Science
10 Jul 08
Originally posted by ChronicLeakyAre you saying the angle-sum measurement, if I have it straight, is a series of triangles from the center to the edge and those interior angles sum up to 360? And if you were near a black hole, say, the angles would be maybe more than 360? Am I on the right track with your analogy?
This has me wondering, but here are some things, mostly in case I have time to think about this again and catch on to what you're saying:
Given a 2-dimensional Riemannian manifold M, let a "circle" in M be the set of points at a given distance (wrt the Riemannian metric) from a given point. It's almost 2 am and it's been some months since I messed w ...[text shortened]... ion is way better than the circumference/diameter definition, for sonhouse's purposes.

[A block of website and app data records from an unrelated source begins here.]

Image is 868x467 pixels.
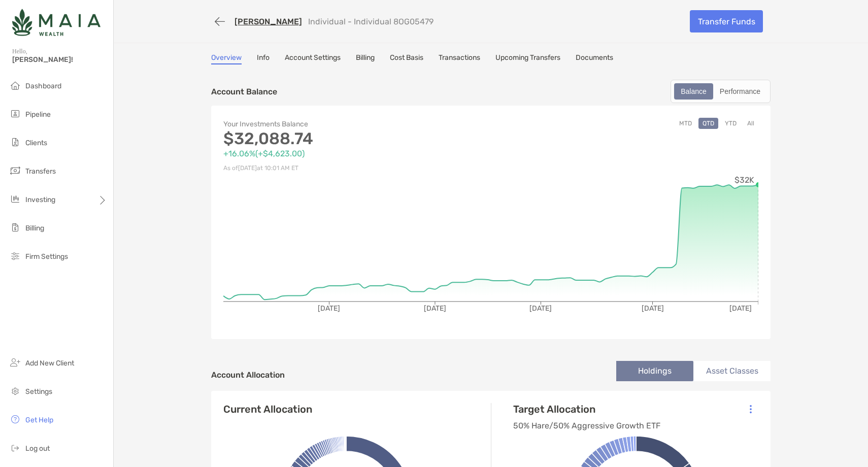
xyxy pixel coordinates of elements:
[26,444,50,453] span: Log out
[285,54,341,64] a: Account Settings
[9,385,21,397] img: settings icon
[308,17,433,26] p: Individual - Individual 8OG05479
[224,118,491,130] p: Your Investments Balance
[12,4,100,40] img: Zoe Logo
[224,403,312,415] h4: Current Allocation
[675,118,696,129] button: MTD
[439,54,480,64] a: Transactions
[693,361,770,381] li: Asset Classes
[424,304,446,313] tspan: [DATE]
[671,80,770,103] div: segmented control
[26,252,68,261] span: Firm Settings
[9,108,21,120] img: pipeline icon
[9,79,21,92] img: dashboard icon
[26,416,54,425] span: Get Help
[9,221,21,234] img: billing icon
[234,17,302,26] a: [PERSON_NAME]
[750,405,751,414] img: Icon List Menu
[9,356,21,369] img: add_new_client icon
[575,54,613,64] a: Documents
[9,413,21,425] img: get-help icon
[675,84,712,99] div: Balance
[26,139,47,148] span: Clients
[721,118,741,129] button: YTD
[690,10,763,33] a: Transfer Funds
[390,54,423,64] a: Cost Basis
[257,54,269,64] a: Info
[224,148,491,160] p: +16.06% ( +$4,623.00 )
[734,175,754,185] tspan: $32K
[211,54,241,64] a: Overview
[513,403,661,415] h4: Target Allocation
[641,304,664,313] tspan: [DATE]
[9,250,21,262] img: firm-settings icon
[495,54,561,64] a: Upcoming Transfers
[26,224,44,233] span: Billing
[12,55,107,64] span: [PERSON_NAME]!
[9,193,21,205] img: investing icon
[26,359,74,368] span: Add New Client
[26,110,51,119] span: Pipeline
[699,118,718,129] button: QTD
[211,85,277,98] p: Account Balance
[9,136,21,148] img: clients icon
[224,162,491,175] p: As of [DATE] at 10:01 AM ET
[26,167,56,175] span: Transfers
[26,387,52,396] span: Settings
[529,304,552,313] tspan: [DATE]
[513,419,661,432] p: 50% Hare/50% Aggressive Growth ETF
[714,84,766,99] div: Performance
[743,118,759,129] button: All
[317,304,340,313] tspan: [DATE]
[729,304,751,313] tspan: [DATE]
[616,361,693,381] li: Holdings
[9,165,21,177] img: transfers icon
[26,196,55,204] span: Investing
[224,133,491,145] p: $32,088.74
[211,370,285,380] h4: Account Allocation
[9,442,21,454] img: logout icon
[26,82,61,90] span: Dashboard
[356,54,375,64] a: Billing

Originally posted by sonhouseBy "andgle sum measurement", I just mean the sum of the angles in a given triangles (try drawing different-sized triangles on a globe and you'll see how this changes from triangle to triangle, in general). I'm saying that, if you're trying to get a handle on pi in different geometric circumstances, perhaps it's best to define pi as the sum of the sngles in some given triangle; in Euclidean space this is equivalent to the circumference/diameter definition.
Are you saying the angle-sum measurement, if I have it straight, is a series of triangles from the center to the edge and those interior angles sum up to 360? And if you were near a black hole, say, the angles would be maybe more than 360? Am I on the right track with your analogy?